A Quote by Ja Rule

I got started in 1995, working in a group called The Cash Money Click. — © Ja Rule
I got started in 1995, working in a group called The Cash Money Click.
My freshman year, I started working with a group called Touchdown for Kids.
I joined the Wildlife Conservation Society, working there, in 1995, but I started working with them as a student in 1991. I was appointed as a teaching assistant at my university because I accomplished with honor.
I can't bear working with a click track, we're not click track people. But for "Mercy Is ..." we all got in one mind because the song is delicate; it's not a song that showcases a vocal or some virtuoso.
I know someone who works in a record shop where I live and I'll go in there and he'll play me "Have you heard this single?". Singles by, er the group called The Tights, so an obscure thing... and a group called, I think, er Bauhaus, a London group. That's one single. There's no one I completely like that I can say "Well I've got all this person's records. I think he's great" or "This group's records" it's just, again, odd things.
Stylists aren't for me. I tried to use one when I first started working in the U.S., but I didn't click with anyone.
Stylists aren't for me. I tried to use one when I first started working in the US, but I didn't click with anyone.
Folks can't carry around money in their pocket. They've got to go to an ATM machine, and they've got to pay a few dollars to get their own dollars out of the machine. Who ever thought you'd pay cash to get cash? That's where we've gotten to.
If you don't got endz, you won't be gettin' no skinz, And if you don't got money, you won't scoop a honey. If you don't got cash, you won't be gettin' no ass, And if you don't got loot, you won't be knockin' no boots.
My first movie was this independent that I did on the Erie Canal in 1995, called Erie, that I don't know if you could even get, actually with Felicity Huffman. And then from that I did this film that was eventually called The Broken Giant later that fall. And then I kind of started getting into doing pilots.
Nothing really says ... interactivity - which was so exciting and captures the real, the Web Zeitgeist of 1995 - than 'Click here for a picture of my dog.'
I got so broke that I had to take a job on a show called 'BrainRush.' That was purely for money. I was hosting this game show where it's like 'Cash Cab' on a roller coaster, which is extreme, especially for me, since I hate roller coasters.
I got into one of the Scottish classical styles called piobaireachd, which is a very old music that started around the 1700s or something. I really got into this music. After that, I started to compose bagpipe music in my notations. Then I started building bagpipes by myself, and then I started to perform with the instrument myself in the 1980s.
When we first started, we were best pals and we all got along great. As we got older, when the money started coming in, everyone changed in different ways.
The best piece of advice I ever got from anyone was when Spike Jonze said, 'Take money out of the equation.' And that's actually when Vice started making lots of money. That's when I stopped worrying about money and started worrying about what I wanted to do.
I did all the musicals in my high school; I was in a pop group signed to Cash Money Records in college. Music has always been a really big part of my life.
'Frontline' started doing digital content in 1995. We started streaming our films in 2000.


Your answer is a number only: how many lines in the data below contain "plot"?

━━ Provided data

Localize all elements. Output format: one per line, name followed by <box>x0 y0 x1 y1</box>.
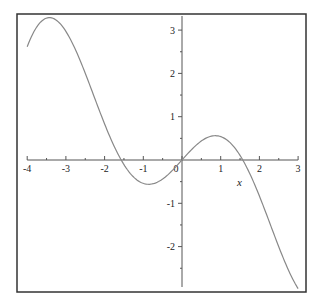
x-tick-label: -3 <box>62 163 70 174</box>
x-tick-label: 2 <box>257 163 262 174</box>
x-tick-label: -1 <box>139 163 147 174</box>
function-curve <box>27 18 298 289</box>
x-tick-label: -2 <box>100 163 108 174</box>
y-tick-label: 2 <box>170 68 175 79</box>
x-tick-label: -4 <box>23 163 31 174</box>
tick-marks <box>27 30 298 268</box>
plot-area: -4-3-2-10123-2-1123 x <box>0 0 324 308</box>
x-axis-label: x <box>236 176 242 188</box>
y-tick-label: -1 <box>167 198 175 209</box>
x-tick-label: 3 <box>296 163 301 174</box>
plot-frame <box>17 14 306 292</box>
axes <box>27 16 298 287</box>
y-tick-label: -2 <box>167 241 175 252</box>
y-tick-label: 1 <box>170 111 175 122</box>
tick-labels: -4-3-2-10123-2-1123 <box>23 25 301 253</box>
x-tick-label: 1 <box>218 163 223 174</box>
y-tick-label: 3 <box>170 25 175 36</box>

━━━━

### Answer for this exercise
2